In earlier times it used to be the name of his father, a playwright, that he would look out for on such posters, and also, from time to time, that of his mother, Victoria Berg, when she was giving recitals. On that day, for the first time, it was his own name that was being advertised. His first concert, a week from now, May 24, 1941.
The shower of rain had made the paper almost transparent, so the previous poster (for a parachute jumping competition) showed through. And the picture of Tchaikovsky, all crinkled, looked like that of a court jester. Furthermore, the concert was to take place at the ball-bearing factory's house of culture. But none of this could spoil his pleasure. The delight irradiated by this waterlogged blue sheet was much more complex than simple pride.

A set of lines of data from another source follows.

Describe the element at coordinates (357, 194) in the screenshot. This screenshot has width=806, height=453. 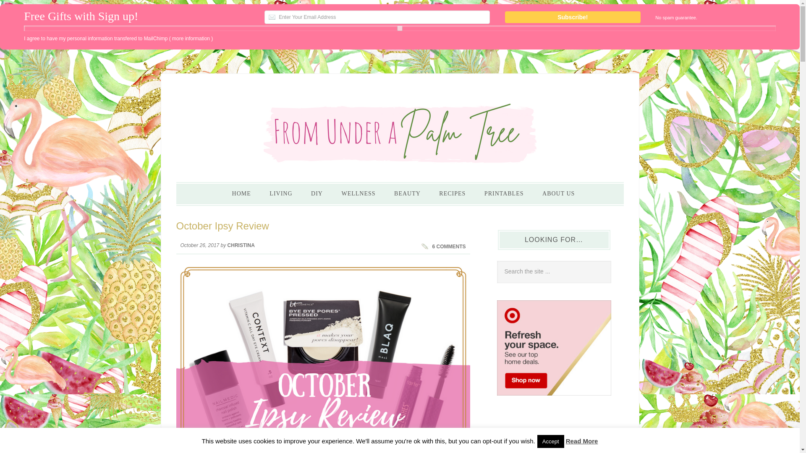
I see `WELLNESS` at that location.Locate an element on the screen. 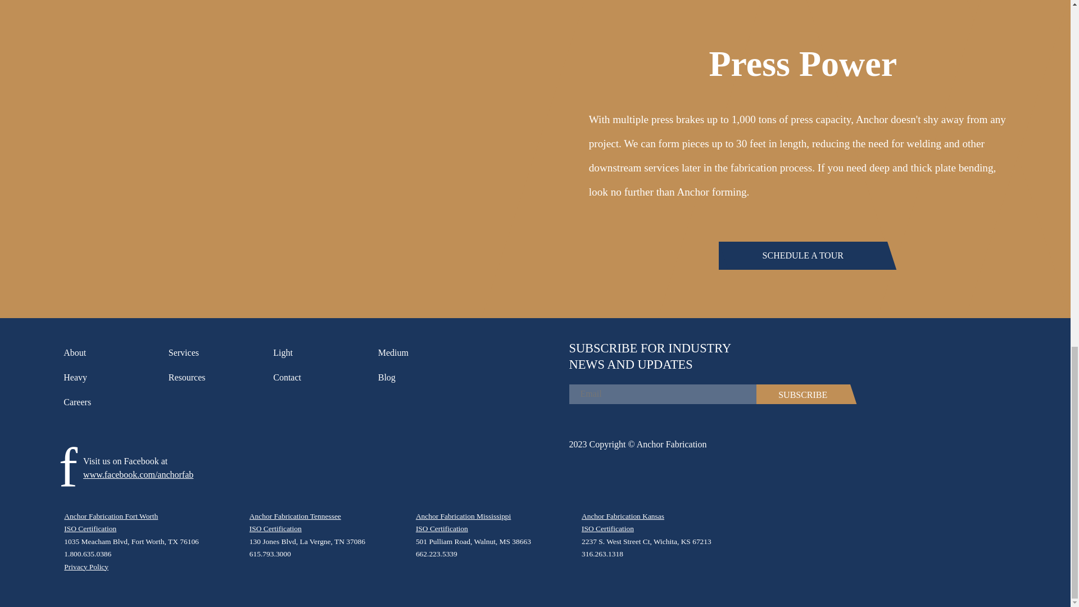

There was the joy of the damp, luminous evening emerging, as the storm abated, with all the freshness of a picture printed from a decal. And the smell of foliage dusted with sundrenched raindrops. The joy of streets darkened by rain, along which he strolled absentmindedly, making his way back from the outskirts of the city, where the house of culture was situated, toward the center. Even the auditorium where he was due to perform, an auditorium whose walls were covered with photos of machine tools and whose acoustics left much to be desired, had seemed to him festive and airy.
That evening Moscow was airy. Light beneath his tread in the network of little streets he knew by heart. Light and fluid in his thoughts. Pausing for a moment on the Stone Bridge, he looked at the Kremlin. The restless, gray blue sky lent an unstable, almost dancing air to the cluster of domes and battlements. And to the left of it one's gaze toppled over into the immense void left by the Cathedral of Christ the Savior, dynamited several years before.
Several years… As he resumed his walk, Alexeï tried to recall the sequence of those years. The cathedral had been destroyed in 1934.